“In my view the federal government has a right to enforce the Constitution, which means to protect the Constitutional right of all citizens. If the cause of the riot was the denial of Constitutional rights to any group of citizens, I believe if need be the federal government should protect the rights of those citizens by bayonet if necessary.”
-Ronald Reagan
Conservatives believe in states’ rights and in limited government, so that means that the federal government should never interfere in the decisions of states, right?
Columnist David French seems to be making that case in his column entitled “Trump’s Intervention in Portland Shows that the Republican Party Has Lost Its Way on States’ Rights.”
He’s absolutely wrong.
His point is that somehow the federal government under the Trump Administration sending in troops to help protect cities somehow equates to the federal government under the Obama Administration preventing Arizona from cracking down on illegal immigration.

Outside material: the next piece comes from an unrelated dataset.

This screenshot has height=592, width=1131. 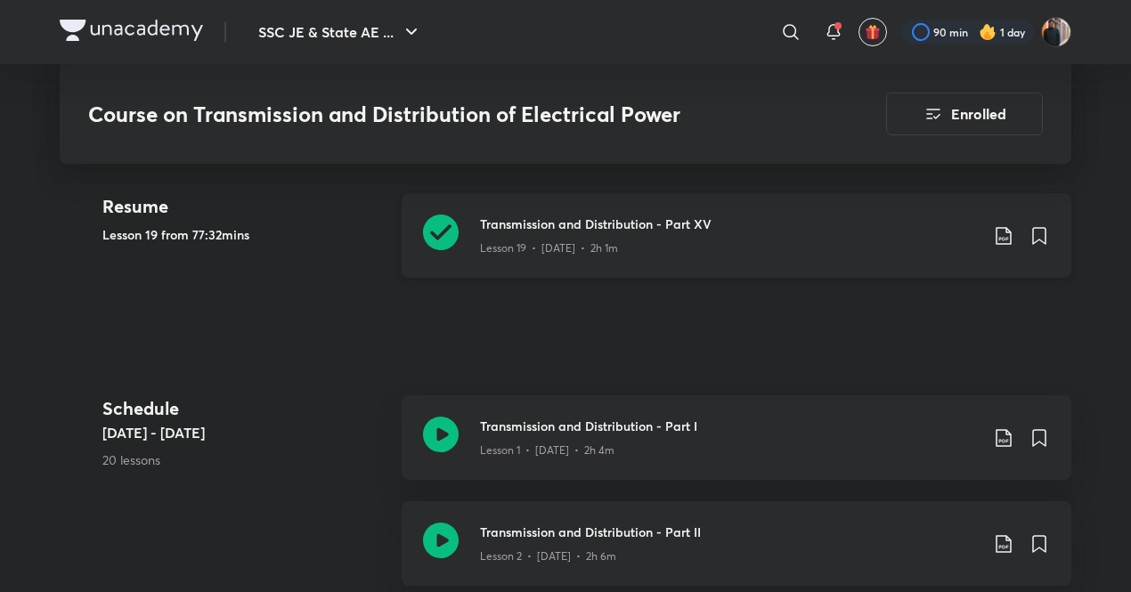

French goes on to criticize Republicans for larger deficits, he notes that Fox News personality Tucker Carlson once embraced a platform of liberal Democrat candidate Elizabeth Warren, and seems to have a problem with the federal government telling states they can’t have sanctuary cities for immigrants.
And therefore because of this the Republican Party has somehow lost its way. He even seems to question the sincerity of the Tea Party during the Obama presidency.
This is an absolutely ludicrous thought process by French. First of all, French knows full well the Republican Party needed the Democrat Party to pass its budgets, due to needing a 60-vote filibuster majority in the Senate. Secondly, Tucker Carlson is one person and doesn’t represent the Republican Party and all conservatives.
But those two points don’t have much to do with his general statement about how supposedly Republicans believe in big government now because they are not allowing states to provide sanctuary for illegal immigrants and because they are sending in federal officials to stop violent protests.
That point is probably the most ludicrous of them all. French has been an attorney, so he knows there are laws on the books about illegal immigration. States cannot purposefully help illegal immigrants. The federal government has a responsibility to prevent this from happening. And illegal immigration is not something that can affect just one state. If one state allows entry to illegals and them offers them safe harbor, then they can easily cross other state lines.
Also, California’s law put its own citizens at odds with the federal law, making business owners pay a fine to help federal immigration officials do their jobs.
French must also know that Democrat mayors are turning a blind eye to looters and violent protesters. The federal government has an obligation there also if cities are not going to do their jobs.
This is not big government. He mentions federalism several times, as though federalism is some libertarian philosophy that says the federal government never gets to do anything. Maybe he’s getting Alexander Hamilton and Thomas Jefferson mixed up.
The Federalist Party in the early founding of our country was not the libertarian party — that was Thomas Jefferson’s Democratic-Republican Party. Federalists believed in a central bank, a centralized military, and a strong centralized government. (Although admittedly they probably did not envision it becoming the great behemoth it is today!)
Federalists never believed in no federal government; they believed in limited federal government. They always believed that it had certain responsibilities.
Although government’s power and authority should often be curtailed, there are times in which the federal government should become involved in what the state does, and there are times in which the state should become involved in what cities do.
Suppose that a state chose to segregate their schools again. And then the Trump administration came in and told the state that they could not do that. Would French then start complaining that Republicans didn’t believe in states’ right? I would hope not! Because the federal government has an obligation to make sure that its citizens’ civil rights are not violated.
This concept is nothing new to conservatives.
Ronald Reagan and William Buckley, Jr. discussed these matters on Firing Line even before Reagan was president.
“In my view the federal government has a right to enforce the Constitution, which means to protect the Constitutional right of all citizens,” Reagan said. “If the cause of the riot was the denial of Constitutional rights to any group of citizens, I believe if need be the federal government should protect the rights of those citizens by bayonet if necessary.”
So this concept of the federal government needing to interfere is nothing new. It is a concept that even Reagan espoused more than 40 years ago.
French seems to misunderstand certain parts of conservatism. Yes, we believe in limited government. But we do believe that the federal government has a role. And it is important to understand what its role is. Comparing allowing a state to protect its citizens by fighting illegal immigration versus a city requiring all of its citizens to do something is a fallacy.